According to Sandberg, based on research in 2003 from Columbia Business School professor Frank Flynn and New York University professor Cameron Anderson, “success and likeability are positively correlated for men and negatively correlated for women.”
Whether one agrees or not with the study, which has repeatedly been erroneously attributed to Sandberg rather than Flynn and Anderson, Sandberg’s reception by too many thought leaders, cultural critics, and Amazon readers certainly seems to support it. “This privileged author has nothing of value to say to women like me, who work out of necessity,” says Karen G. Brown, which sums up the critiques best.
Why are privilege and success, when acknowledged as they are by Sandberg – again and again – seen as a credibility disqualifier for women? I don’t recall anyone accusing Jack Welch of having no place in cultural conversations about business and leadership when he began his publishing career. There was no outcry from the self-improvement community when Tony Hsieh published his advice on how to be happy at work in Delivering Happiness and launched his own movement, much like Sandberg is doing, to bring his experience and work to the masses.
The fact that a smart, hard-working, trailblazing woman like Sandberg has the courage to admit she has moments when she questions her worth and still feels the burn of criticism shouldn’t make her elite. Or naive. It should make her all the more trustworthy. She’s not speaking as an expert, but as a woman doing the work she invites us all to do in order to more consistently “lean in.” And the proof that what she recommends works, well, that’s in the results she’s achieved for herself and, most recently, for Google and Facebook.
Furthermore, her transparency should heighten the need to talk about the issues she addresses that, until this month, have often been relegated to niche women’s studies programs and documentaries/books/magazines or women’s happy hours and spa days. For if privilege has not protected Sandberg from the real and self-imposed professional obstacles she chronicles, then shoot, what does that mean for the rest of us?!
My hope is that when the sensationalism surrounding the launch of the book subsides, we can individually and collectively recalibrate. We can both look to Lean In as a practical guide for stepping into our power, however we define what power for us looks like, and honor privileged, successful people who dare to pull back the curtains from their seemingly obstacle-free pathways to success.
Just as importantly, may we choose to critically examine rather than criticize. Seek to challenge our biases rather than look for evidence to substantiate them. And use our communication to enable people to see their light rather than their darkness.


- WHAT IS BEING ASKED:
Pictures aside, quote the whole listing exactly.

- PROVIDED DATA:
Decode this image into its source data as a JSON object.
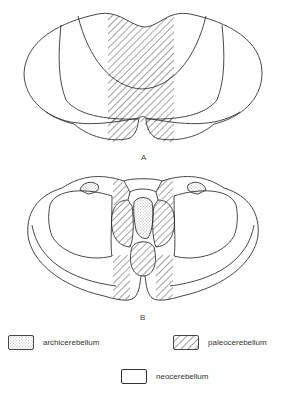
{
  "figure": {
    "panel_a_label": "A",
    "panel_b_label": "B"
  },
  "legend": {
    "items": [
      {
        "label": "archicerebellum",
        "pattern": "stippled"
      },
      {
        "label": "paleocerebellum",
        "pattern": "hatched"
      },
      {
        "label": "neocerebellum",
        "pattern": "blank"
      }
    ]
  },
  "colors": {
    "stroke": "#333333",
    "background": "#ffffff"
  }
}
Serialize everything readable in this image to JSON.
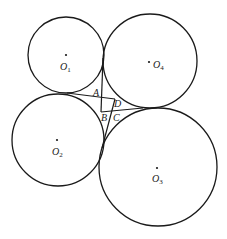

- YOUR SOLUTION:
Decode this image into its source data as a JSON object.
{
  "figure": {
    "panel_a_label": "A",
    "panel_b_label": "B"
  },
  "legend": {
    "items": [
      {
        "label": "archicerebellum",
        "pattern": "stippled"
      },
      {
        "label": "paleocerebellum",
        "pattern": "hatched"
      },
      {
        "label": "neocerebellum",
        "pattern": "blank"
      }
    ]
  },
  "colors": {
    "stroke": "#333333",
    "background": "#ffffff"
  }
}
Serialize everything readable in this image to JSON.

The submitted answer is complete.